[Seth Vidal]
> I did some tests comparing a k6-2 500 vs a celeron 400 - on a raid5
> system - found some interesting results
>
> Raid5 write performance of the celeron is almost 50% better than the k6-2.
Can you report the xor calibration results when booting them?
> Is this b/c of mmx or b/c of the FPU?
FPU should never get involved (except the FPU registers getting used
during MMX operations).
As per Greg's report of the K6-2 having MMX instructions, remember
that a chip having instructions doesn't mean they get used. Again,
this is something that the xor calibrations should help show, though.
MTRR could certainly be another source of additional performance, but I
haven't dealt with the K6-2 in any capacity so I don't even know whether
it has that capability (although I haven't personally heard of anything
not based on the P6 core using MTRR)
> I used tiobench in sizes of > than 3X my memory size on both systems -
> memory and drives of both systems were identical.
If possible, let the resync's finish before testing... this can cause a
huge amount of variance (that I've seen in my testing). speed-limit down
to 0 doesn't appear to help, either (although the additional seeks to
get back to the "data" area from the currently resyncing stripes could
be the base cause)
When looking from a certain realistic POV, it'd be hard to believe that
even a P5 couldn't keep up with the necessary XOR operations... is
there anything else on the system(s) fighting for CPU time?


# Exercise description:
Copy out the entries below exactly as they stand, but only from the line containing "You are a GUI" through the line containing "Task: Click on the img: GreenPak Supplies".

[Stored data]
————————
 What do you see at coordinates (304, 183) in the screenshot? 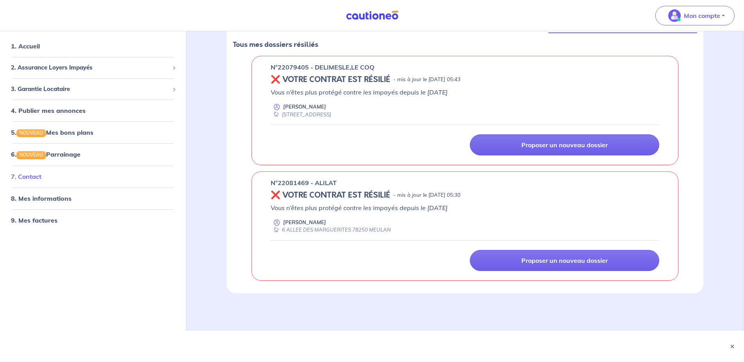
I see `p: n°22081469 - ALILAT` at bounding box center [304, 183].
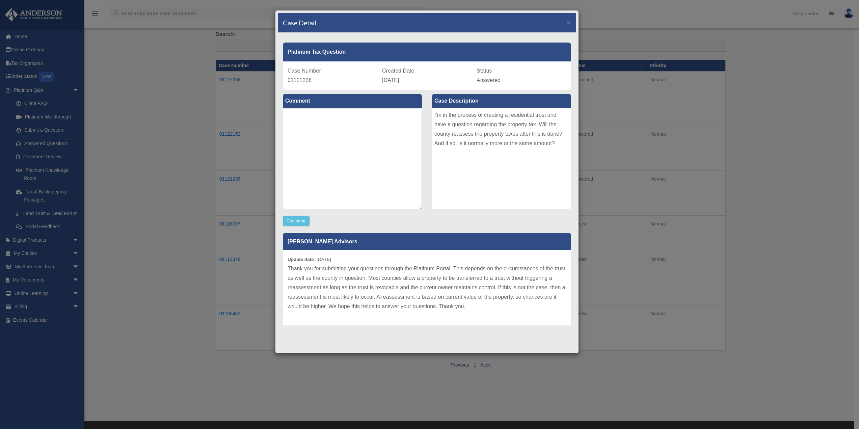 Image resolution: width=859 pixels, height=429 pixels. I want to click on span: Answered, so click(489, 80).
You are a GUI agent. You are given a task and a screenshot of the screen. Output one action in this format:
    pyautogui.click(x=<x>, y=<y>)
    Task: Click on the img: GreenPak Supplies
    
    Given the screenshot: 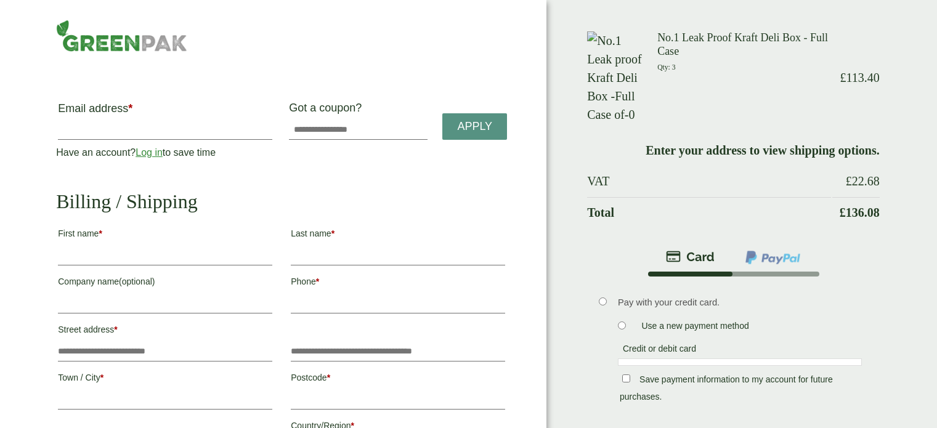 What is the action you would take?
    pyautogui.click(x=121, y=36)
————————
# Written answer:
You are a GUI agent. You are given a task and a screenshot of the screen. Output one action in this format:
    pyautogui.click(x=<x>, y=<y>)
    Task: Click on the img: GreenPak Supplies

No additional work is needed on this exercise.